Today I learned that some people make mistakes, but I already knew that ;) ServerAliveInterval doesn't do this properly and consistently.
I've used my own autossh type script for two decades now. It's mostly used to give access to machines behind shitty NAT, and/or that have addresses that constantly change, and/or for systems on CGNAT, like Starlink.
If ServerAliveInterval works so well and negates the need for something like autossh to exist, then why have sessions created by my script, which has ServerAliveInterval (and ServerAliveIntevalMaxCount) gotten hung up where the script needs to kill the old and create a new ssh connection now and then? My script logs each timeout, each session hang, and each new connection, and depending on the network, it can happen often.
Please read the bit where it's explained how autossh sends test data back and forth. Do you think you just magically and cleverly discovered ServerAliveIntevalMaxCount and that the autossh people have no idea that it exists?
Or perhaps they know it exists, they know it's not perfect, and they used another mechanism to make up for the shortcomings of what ssh offers out of the box?
The README has this text:
> For example, if you are using a recent version of OpenSSH, you
may wish to explore using the ServerAliveInterval and
ServerAliveCountMax options to have the SSH client exit if it
finds itself no longer connected to the server. In many ways
this may be a better solution than the monitoring port.
Just to clarify that we're talking about the same thing in case I misunderstood something: autossh (style) scripts do these things:
1. fake data to keep a connection "fresh" for shitty middleware
2. detect connection which are stuck (state = open, but no data can actually round trip) and kill them
3. restart ssh when that happens
Is that what we're talking about here? I think people are saying that points 1 and 2, but not 3, are covered by SSH's ServerAlive* options. And that's also how OpenSSH advertises and documents those options, and apparently even how autossh talks about it in their own readme.
You're saying that those options don't actually solve points 1 and 2, while (your/their/etc) autossh does properly detect it.
Correct so far?
If so that seems like a bug in OpenSSH (or whatever implementation) which should get appropriate attention upstream. Has anyone reported this upstream? Is there a ticket to follow?
PS: I think we're all in agreement that option 3 is out of scope for stock OpenSSH (regardless of what other tools do)
I haven’t revisited this issue in years but on a project for thousands of similar devices we found autossh much more reliable.
I believe the issue is that the connections often fail or get wedged in other network layers; the only way to be sure that your ssh tunnel isn’t: a) lossy enough to “keep alive” but too lossy to send data, or b) isn’t just always waiting on TCP retry backoff, or c) etc, is to use the tunnel to transmit actual data at the application level.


*WHAT THIS TASK INVOLVES*:
From the first line of the data below through the line bearing "Image is 790x361 pixels.", reproduce each line exactly; do not include pictures.

(Dataset items)
*** Begin section ***
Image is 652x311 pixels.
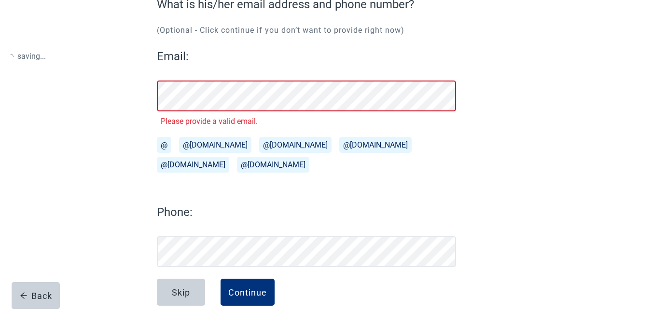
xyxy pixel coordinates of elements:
label: Email: [157,48,456,65]
button: arrow-leftBack [12,282,60,309]
p: saving ... [8,50,46,62]
button: Continue [221,279,275,306]
button: Add @outlook.com to email address [259,137,332,153]
button: Add @sbcglobal.net to email address [237,157,309,173]
button: Add @hotmail.com to email address [157,157,229,173]
p: (Optional - Click continue if you don’t want to provide right now) [157,25,456,36]
button: Skip [157,279,205,306]
div: Please provide a valid email. [161,115,452,127]
div: Back [20,291,52,301]
label: Phone: [157,204,456,221]
button: Add @ to email address [157,137,171,153]
button: Add @gmail.com to email address [179,137,251,153]
span: loading [7,53,14,60]
div: Continue [228,288,267,297]
button: Add @yahoo.com to email address [339,137,412,153]
span: arrow-left [20,292,28,300]
div: Skip [172,288,190,297]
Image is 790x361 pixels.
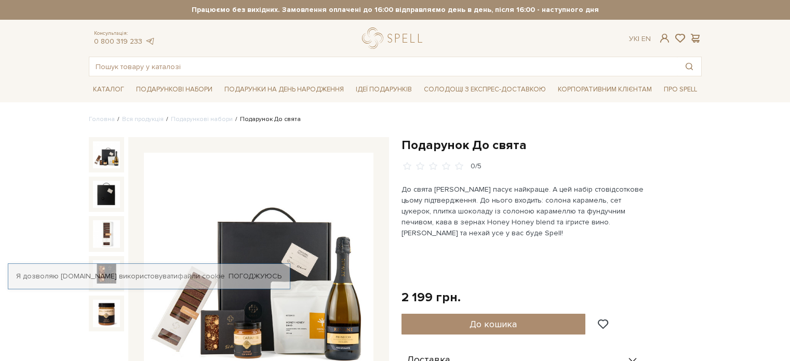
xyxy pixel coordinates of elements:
h1: Подарунок До свята [402,137,702,153]
div: 0/5 [471,162,482,172]
a: telegram [145,37,155,46]
div: 2 199 грн. [402,289,461,306]
img: Подарунок До свята [93,181,120,208]
a: Погоджуюсь [229,272,282,281]
a: Подарунки на День народження [220,82,348,98]
a: Головна [89,115,115,123]
a: 0 800 319 233 [94,37,142,46]
img: Подарунок До свята [93,260,120,287]
button: До кошика [402,314,586,335]
span: Консультація: [94,30,155,37]
a: En [642,34,651,43]
a: Солодощі з експрес-доставкою [420,81,550,98]
a: Подарункові набори [171,115,233,123]
button: Пошук товару у каталозі [678,57,702,76]
input: Пошук товару у каталозі [89,57,678,76]
img: Подарунок До свята [93,141,120,168]
a: Про Spell [660,82,702,98]
a: Подарункові набори [132,82,217,98]
img: Подарунок До свята [93,220,120,247]
a: Вся продукція [122,115,164,123]
p: До свята [PERSON_NAME] пасує найкраще. А цей набір стовідсоткове цьому підтвердження. До нього вх... [402,184,645,239]
img: Подарунок До свята [93,300,120,327]
div: Ук [629,34,651,44]
a: logo [362,28,427,49]
strong: Працюємо без вихідних. Замовлення оплачені до 16:00 відправляємо день в день, після 16:00 - насту... [89,5,702,15]
span: | [638,34,640,43]
div: Я дозволяю [DOMAIN_NAME] використовувати [8,272,290,281]
a: Ідеї подарунків [352,82,416,98]
a: Корпоративним клієнтам [554,82,656,98]
a: файли cookie [178,272,225,281]
span: До кошика [470,319,517,330]
a: Каталог [89,82,128,98]
li: Подарунок До свята [233,115,301,124]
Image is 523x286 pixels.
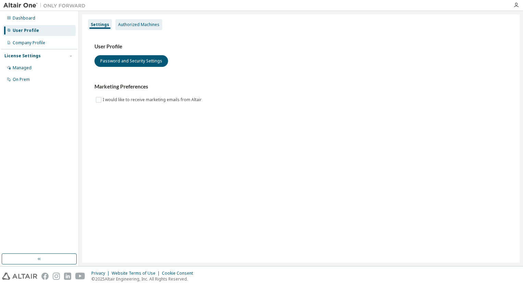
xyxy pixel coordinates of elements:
[162,270,197,276] div: Cookie Consent
[64,272,71,279] img: linkedin.svg
[118,22,160,27] div: Authorized Machines
[103,96,203,104] label: I would like to receive marketing emails from Altair
[3,2,89,9] img: Altair One
[91,22,109,27] div: Settings
[94,43,507,50] h3: User Profile
[13,40,45,46] div: Company Profile
[91,270,112,276] div: Privacy
[53,272,60,279] img: instagram.svg
[75,272,85,279] img: youtube.svg
[2,272,37,279] img: altair_logo.svg
[13,77,30,82] div: On Prem
[41,272,49,279] img: facebook.svg
[13,65,31,71] div: Managed
[94,55,168,67] button: Password and Security Settings
[13,28,39,33] div: User Profile
[112,270,162,276] div: Website Terms of Use
[91,276,197,281] p: © 2025 Altair Engineering, Inc. All Rights Reserved.
[94,83,507,90] h3: Marketing Preferences
[4,53,41,59] div: License Settings
[13,15,35,21] div: Dashboard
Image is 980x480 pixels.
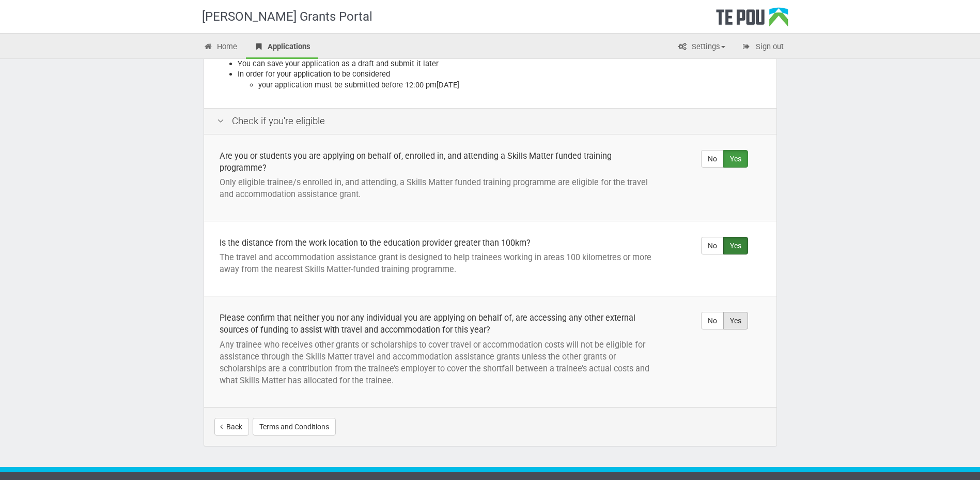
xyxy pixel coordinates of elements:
li: your application must be submitted before 12:00 pm[DATE] [258,80,763,91]
li: You can save your application as a draft and submit it later [237,58,763,69]
a: Settings [670,36,733,59]
label: No [701,312,723,330]
p: Only eligible trainee/s enrolled in, and attending, a Skills Matter funded training programme are... [220,176,658,200]
label: No [701,237,723,255]
a: Applications [246,36,318,59]
div: Te Pou Logo [716,7,788,33]
div: Are you or students you are applying on behalf of, enrolled in, and attending a Skills Matter fun... [220,150,658,174]
label: Yes [723,150,748,168]
label: No [701,150,723,168]
label: Yes [723,312,748,330]
a: Back [215,418,249,435]
button: Terms and Conditions [252,418,336,435]
div: Check if you're eligible [204,108,776,134]
a: Home [196,36,245,59]
label: Yes [723,237,748,255]
p: The travel and accommodation assistance grant is designed to help trainees working in areas 100 k... [220,251,658,275]
li: In order for your application to be considered [237,68,763,90]
div: Please confirm that neither you nor any individual you are applying on behalf of, are accessing a... [220,312,658,335]
div: Is the distance from the work location to the education provider greater than 100km? [220,237,658,249]
a: Sign out [734,36,791,59]
p: Any trainee who receives other grants or scholarships to cover travel or accommodation costs will... [220,339,658,386]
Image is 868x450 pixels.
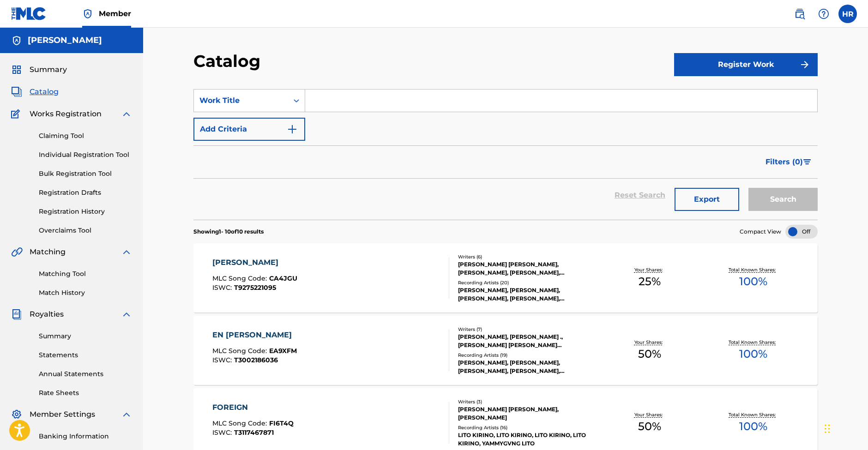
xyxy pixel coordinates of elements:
[269,419,293,428] span: FI6T4Q
[194,316,818,385] a: EN [PERSON_NAME]MLC Song Code:EA9XFMISWC:T3002186036Writers (7)[PERSON_NAME], [PERSON_NAME] ., [P...
[638,346,661,362] span: 50 %
[458,326,597,333] div: Writers ( 7 )
[634,412,665,418] p: Your Shares:
[39,225,132,236] a: Overclaims Tool
[760,151,818,173] button: Filters (0)
[39,350,132,361] a: Statements
[194,117,305,141] button: Add Criteria
[39,389,132,398] a: Rate Sheets
[234,283,276,292] span: T9275221095
[30,409,95,420] span: Member Settings
[30,309,63,320] span: Royalties
[821,406,868,450] iframe: Chat Widget
[39,150,132,159] a: Individual Registration Tool
[30,108,102,119] span: Works Registration
[194,89,818,220] form: Search Form
[11,108,23,119] img: Works Registration
[458,286,597,303] div: [PERSON_NAME], [PERSON_NAME], [PERSON_NAME], [PERSON_NAME], [PERSON_NAME]
[11,409,22,420] img: Member Settings
[212,283,234,292] span: ISWC :
[11,309,22,320] img: Royalties
[212,429,234,437] span: ISWC :
[458,352,597,359] div: Recording Artists ( 19 )
[458,261,597,277] div: [PERSON_NAME] [PERSON_NAME], [PERSON_NAME], [PERSON_NAME], [PERSON_NAME], [PERSON_NAME], [PERSON_...
[121,309,132,320] img: expand
[11,7,47,20] img: MLC Logo
[39,269,132,279] a: Matching Tool
[458,405,597,422] div: [PERSON_NAME] [PERSON_NAME], [PERSON_NAME]
[212,274,269,282] span: MLC Song Code :
[269,347,297,355] span: EA9XFM
[39,332,132,341] a: Summary
[194,227,264,236] p: Showing 1 - 10 of 10 results
[121,247,132,258] img: expand
[39,431,132,442] a: Banking Information
[194,51,264,72] h2: Catalog
[739,227,781,236] span: Compact View
[739,273,767,290] span: 100 %
[39,288,132,298] a: Match History
[11,64,67,75] a: SummarySummary
[838,5,857,23] div: User Menu
[458,399,597,405] div: Writers ( 3 )
[458,280,597,286] div: Recording Artists ( 20 )
[287,124,298,135] img: 9d2ae6d4665cec9f34b9.svg
[99,8,131,19] span: Member
[638,418,661,435] span: 50 %
[39,188,132,198] a: Registration Drafts
[814,5,833,23] div: Help
[818,8,829,20] img: help
[199,95,282,106] div: Work Title
[212,356,234,364] span: ISWC :
[39,369,132,379] a: Annual Statements
[269,274,297,282] span: CA4JGU
[11,247,22,258] img: Matching
[212,419,269,428] span: MLC Song Code :
[11,35,22,47] img: Accounts
[458,431,597,448] div: LITO KIRINO, LITO KIRINO, LITO KIRINO, LITO KIRINO, YAMMYGVNG LITO
[728,412,778,418] p: Total Known Shares:
[121,409,132,420] img: expand
[30,87,59,98] span: Catalog
[842,297,868,375] iframe: Resource Center
[824,416,830,443] div: Drag
[28,35,102,46] h5: Henry Antonio Rivas
[234,356,278,364] span: T3002186036
[11,87,59,98] a: CatalogCatalog
[634,266,665,273] p: Your Shares:
[739,418,767,435] span: 100 %
[638,273,660,290] span: 25 %
[212,330,297,341] div: EN [PERSON_NAME]
[30,247,65,258] span: Matching
[766,157,803,168] span: Filters ( 0 )
[458,359,597,375] div: [PERSON_NAME], [PERSON_NAME], [PERSON_NAME], [PERSON_NAME], [PERSON_NAME]
[194,243,818,313] a: [PERSON_NAME]MLC Song Code:CA4JGUISWC:T9275221095Writers (6)[PERSON_NAME] [PERSON_NAME], [PERSON_...
[739,346,767,362] span: 100 %
[728,339,778,346] p: Total Known Shares:
[634,339,665,346] p: Your Shares:
[11,64,22,75] img: Summary
[212,347,269,355] span: MLC Song Code :
[234,429,274,437] span: T3117467871
[799,59,810,70] img: f7272a7cc735f4ea7f67.svg
[728,266,778,273] p: Total Known Shares:
[121,108,132,119] img: expand
[793,8,805,20] img: search
[458,424,597,431] div: Recording Artists ( 16 )
[458,333,597,349] div: [PERSON_NAME], [PERSON_NAME] ., [PERSON_NAME] [PERSON_NAME] [PERSON_NAME] [PERSON_NAME] [PERSON_N...
[458,253,597,261] div: Writers ( 6 )
[39,131,132,141] a: Claiming Tool
[39,169,132,179] a: Bulk Registration Tool
[212,402,293,414] div: FOREIGN
[11,87,22,98] img: Catalog
[674,188,739,211] button: Export
[30,64,67,75] span: Summary
[212,257,297,268] div: [PERSON_NAME]
[82,8,93,20] img: Top Rightsholder
[790,5,808,23] a: Public Search
[39,207,132,216] a: Registration History
[803,159,811,165] img: filter
[674,53,818,76] button: Register Work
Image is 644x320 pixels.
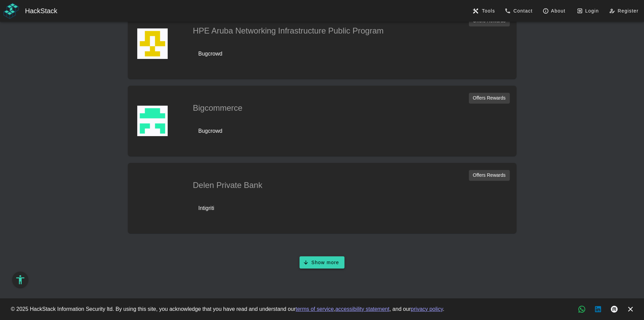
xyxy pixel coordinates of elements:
[25,6,246,16] div: Stack
[193,24,414,37] h2: HPE Aruba Networking Infrastructure Public Program
[545,8,566,14] span: About
[507,8,533,14] span: Contact
[300,256,345,269] button: Show more
[193,179,414,191] h2: Delen Private Bank
[474,171,506,179] div: Offers Rewards
[411,306,443,312] a: privacy policy
[12,272,28,288] button: Accessibility Options
[137,28,168,59] img: HPE Aruba Networking Infrastructure Public Program
[137,106,168,136] img: Bigcommerce
[481,8,495,13] span: Tools
[612,8,639,14] span: Register
[137,183,168,213] div: Delen Private Bank
[25,7,40,14] span: Hack
[196,127,223,135] div: Bugcrowd
[196,50,223,58] div: Bugcrowd
[474,95,506,102] div: Offers Rewards
[193,102,414,114] h2: Bigcommerce
[305,259,339,265] span: Show more
[335,306,390,312] a: accessibility statement
[606,301,623,318] a: Medium articles, new tab
[296,306,334,312] a: terms of service
[2,2,20,19] img: HackStack
[574,301,590,318] a: WhatsApp chat, new tab
[11,305,533,313] div: © 2025 HackStack Information Security ltd. By using this site, you acknowledge that you have read...
[590,301,606,318] a: LinkedIn button, new tab
[196,204,215,213] div: Intigriti
[579,8,599,14] span: Login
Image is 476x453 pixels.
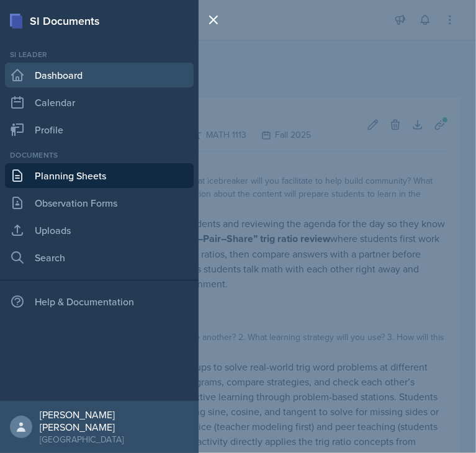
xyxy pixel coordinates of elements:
div: [GEOGRAPHIC_DATA] [39,433,189,446]
div: Documents [5,150,193,161]
div: [PERSON_NAME] [PERSON_NAME] [39,409,189,433]
a: Observation Forms [5,191,193,215]
a: Uploads [5,218,193,243]
div: Help & Documentation [5,290,193,314]
a: Dashboard [5,62,193,88]
a: Planning Sheets [5,163,193,188]
a: Search [5,245,193,270]
a: Calendar [5,90,193,115]
div: Si leader [5,49,193,60]
a: Profile [5,118,193,142]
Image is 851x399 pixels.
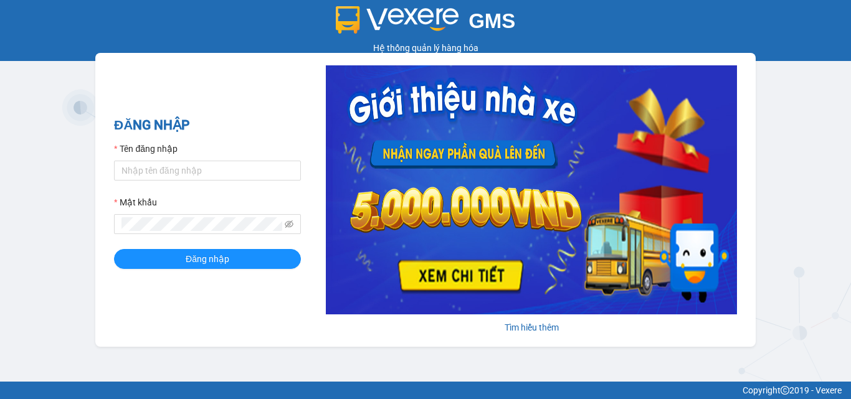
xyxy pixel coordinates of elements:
button: Đăng nhập [114,249,301,269]
label: Mật khẩu [114,196,157,209]
h2: ĐĂNG NHẬP [114,115,301,136]
img: banner-0 [326,65,737,315]
div: Hệ thống quản lý hàng hóa [3,41,848,55]
img: logo 2 [336,6,459,34]
input: Mật khẩu [121,217,282,231]
span: copyright [780,386,789,395]
label: Tên đăng nhập [114,142,178,156]
span: GMS [468,9,515,32]
input: Tên đăng nhập [114,161,301,181]
span: eye-invisible [285,220,293,229]
div: Copyright 2019 - Vexere [9,384,841,397]
span: Đăng nhập [186,252,229,266]
div: Tìm hiểu thêm [326,321,737,334]
a: GMS [336,19,516,29]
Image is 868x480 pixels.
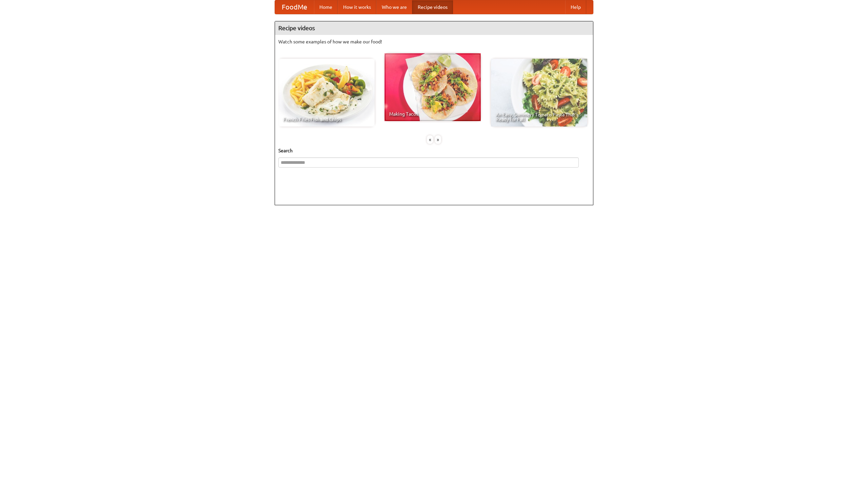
*** End section ***
*YOUR SOLUTION*:
Image is 652x311 pixels.
xyxy pixel coordinates of elements:
label: Email: [157,48,456,65]
button: arrow-leftBack [12,282,60,309]
p: saving ... [8,50,46,62]
button: Continue [221,279,275,306]
button: Add @outlook.com to email address [259,137,332,153]
button: Add @sbcglobal.net to email address [237,157,309,173]
button: Add @hotmail.com to email address [157,157,229,173]
p: (Optional - Click continue if you don’t want to provide right now) [157,25,456,36]
button: Skip [157,279,205,306]
div: Please provide a valid email. [161,115,452,127]
div: Back [20,291,52,301]
label: Phone: [157,204,456,221]
button: Add @ to email address [157,137,171,153]
button: Add @gmail.com to email address [179,137,251,153]
span: loading [7,53,14,60]
div: Continue [228,288,267,297]
button: Add @yahoo.com to email address [339,137,412,153]
span: arrow-left [20,292,28,300]
div: Skip [172,288,190,297]
Image is 790x361 pixels.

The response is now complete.